A financial report due out soon could reignite a battle over whether the Federal Housing Administration should again reduce its annual premium.
The FHA last cut premiums in January 2015, a move that unleashed a lot of pent-up demand for agency-insured mortgages. While many in the industry have been urging FHA to make another cut, the agency has resisted due to concerns about its reserve fund, which rebounded last year but is still being watched carefully by nervous lawmakers.
But the agency is likely to come under more intense pressure to make another cut if independent auditors give the fund a positive review in a report due out in early November.
Many analysts expect the agency to move quickly.
The "odds favor FHA cutting premiums this fall," said Jaret Seiberg, a Washington policy analyst at Cowen & Company, in a recent report to clients.
FHA may want to be "cautious" about a premium reduction, but it is "still hard for first-time buyers and — especially minorities — to get credit."
Isaac Boltansky, a policy analyst at Compass Point, put the odds of a premium cut by yearend at 60%.
Some industry representatives aren't waiting for the results of the audit to be public. Scott Olson, the executive director of the Community Home Lenders Association, wrote a letter urging the FHA to cut the annual premium from 85 basis points to 55.
The last premium cut "made it possible for 75,000 new creditworthy borrowers to purchase homes in the first eight months," he wrote. "Assuming the 2016 actuarial report continues to show strong financial performance, with an increase in FHA's net worth — CHLA believes it is appropriate and essential to provide for a further annual premium reduction to improve homeownership affordability."
Helping his case is a Federal Reserve Board research report that shows the 2015 FHA premium reduction boosted home buying without stealing customers from private mortgage insurance companies.
"We provide evidence that the resulting rise in FHA market share reflects, in part, an increase in the overall volume of lending, as opposed to simply a shift from private insurance into FHA insurance," the Fed researchers said. "We suspect that the immediate increase in lending occurred because the MIP reduction improved applicants' debt payment to income ratios and thus their chances of credit approval."
Olson said in an interview that the research appears to "confirm that the prior premium cut generated new loans as opposed to taking market share from other lenders or the PMIs.
"So you are not taking market share. You are producing new loans for these targeted borrowers," he said.
The analysis also shows that premium levels have an impact on borrower eligibility, according to mortgage consultant Brian Chappelle.
"The positive news around a premium cut would also generate interest from families who didn't think they were eligible," he said.
But not everyone agrees another premium cut will have the same result as the last.
Laurie Goodman, co-director of the Housing Finance Policy Center at the Urban Institute, argues that FHA lenders remain wary of borrowers with low credit scores. They are also "petrified" of getting sued by the Justice Department under the False Claims Act for triple damages if FHA loans go bad. The average credit score of a FHA borrower is 680.
It is also "very, very costly" and time consuming to service FHA loans that go into default and end up in foreclosure, she said.
Lenders have put in a lot of overlays on top of the FHA credit box, which is the "main impediment to access to credit. It is not price," Goodman said Tuesday during a briefing with reporters.
"I would argue at this point, reducing the premiums on the FHA side do very, very little," she said.
Republican lawmakers may also seize on any further FHA reduction. Department of Housing and Urban Development Secretary Julian Castro was sharply criticized by GOP members after the last premium cut because the mortgage fund was not yet above its 2% statutory level.
Whether he is willing to go further may depend heavily on the fund's level this year, after it reached 2.07% under projections a year ago.
Industry representatives appear confident the fund will remain above the minimum threshold.
"We expect the ratio for the single family program to improve, and hopefully it will be above 2%," said Pete Mills, senior vice president at the Mortgage Bankers Association. "Predicting the overall results of the actuarial is difficult. The actuaries must make assumptions regarding interest rates and home prices over the next 30 years, and small changes in these assumptions can lead to big swings in the value of the fund."
Meanwhile, the FHA reverse program, known as the Home Equity Conversion Mortgage program, is a wild card in the equation. It has traditionally proven volatile and can provoke a large change in the overall reserve ratio.
"A cut to the MIP along with HECM volatility would keep the fund on razor's edge of solvency — putting FHA in the political crosshairs should those factors combine to push the fund back below 2%," Mills said.
There may be another consideration this fall as well.
"We believe the odds favor an FHA premium cut even though we acknowledge that the likely election of Hillary Clinton as the next president opens the door for the agency to wait to act until next year," Seiberg wrote.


• [Activity]: Look below for the line that contains "Find the location of a", then quote it and all the lines after it, exactly, with the pictures left out.

Dataset records Block Start

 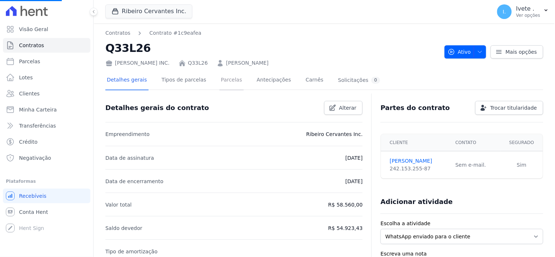 What do you see at coordinates (38, 110) in the screenshot?
I see `span: Minha Carteira` at bounding box center [38, 110].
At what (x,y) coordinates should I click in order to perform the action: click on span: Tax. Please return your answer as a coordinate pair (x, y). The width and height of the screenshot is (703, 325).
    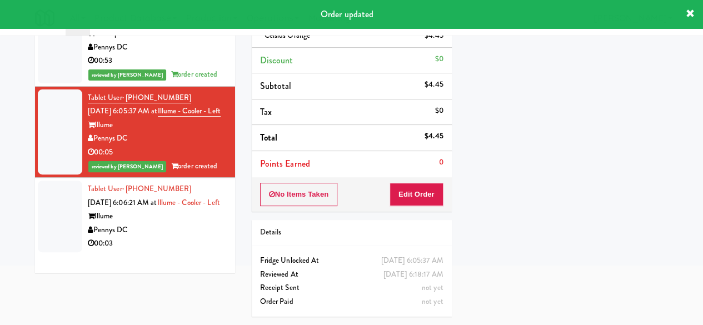
    Looking at the image, I should click on (266, 112).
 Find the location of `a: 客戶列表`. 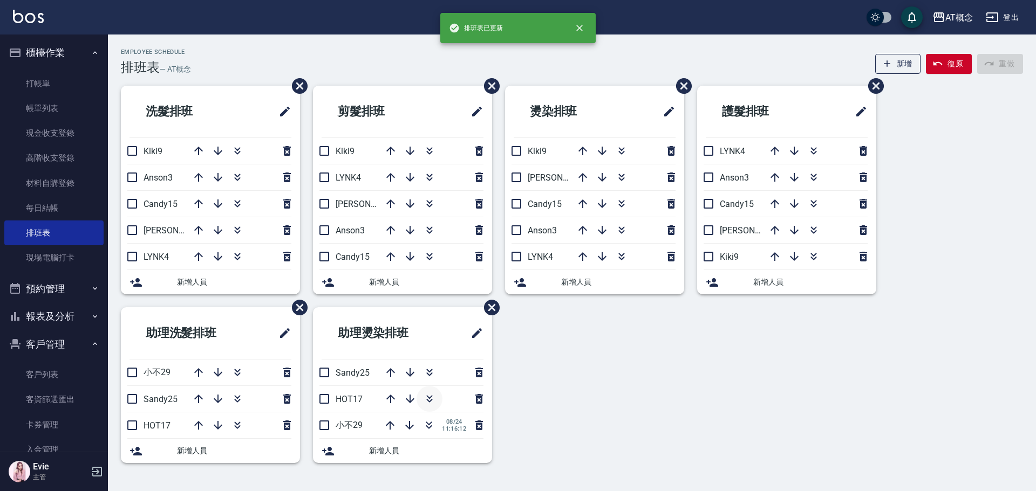

a: 客戶列表 is located at coordinates (54, 375).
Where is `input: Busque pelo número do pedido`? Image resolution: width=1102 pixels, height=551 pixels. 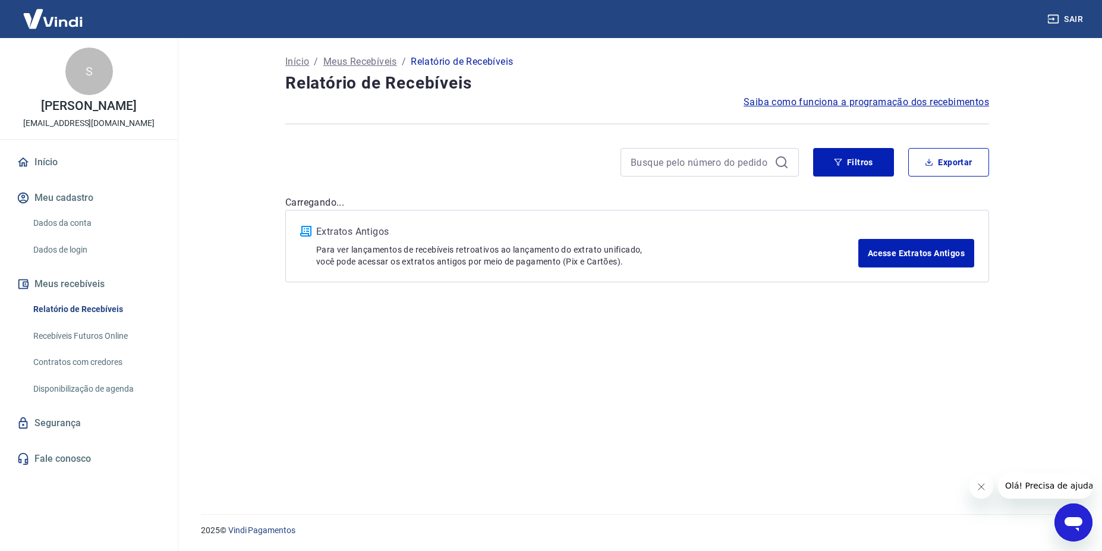
input: Busque pelo número do pedido is located at coordinates (700, 162).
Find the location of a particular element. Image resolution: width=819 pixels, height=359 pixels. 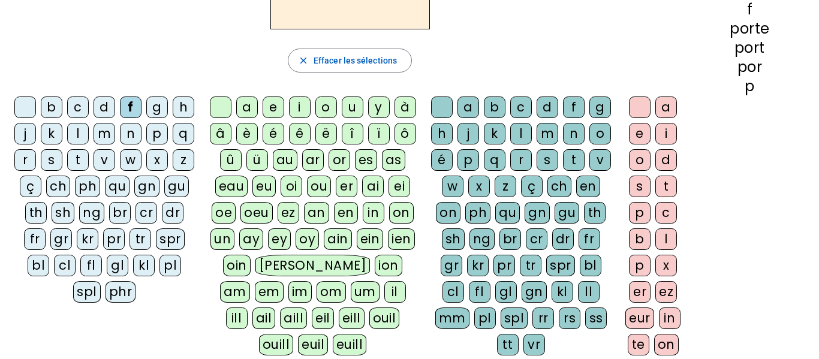

div: ei is located at coordinates (399, 186).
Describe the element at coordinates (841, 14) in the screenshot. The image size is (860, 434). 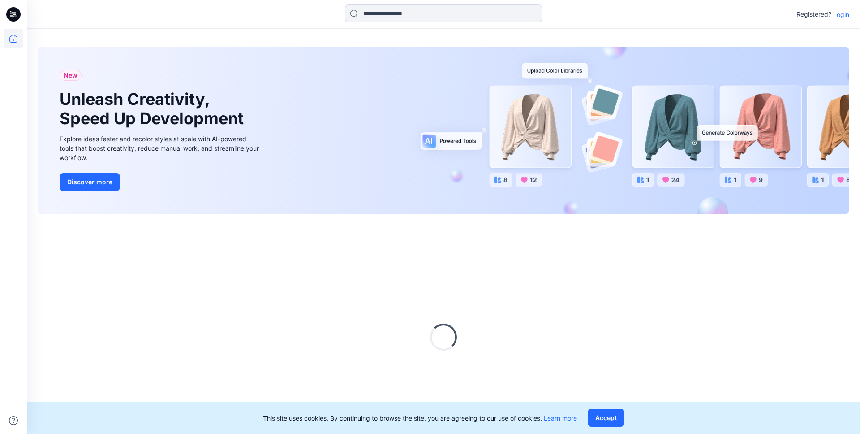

Dataset records Block End

• [Your solution]:
Find the location of a particular element. Image resolution: width=819 pixels, height=359 pixels. 

div: ei is located at coordinates (399, 186).
Describe the element at coordinates (841, 14) in the screenshot. The image size is (860, 434). 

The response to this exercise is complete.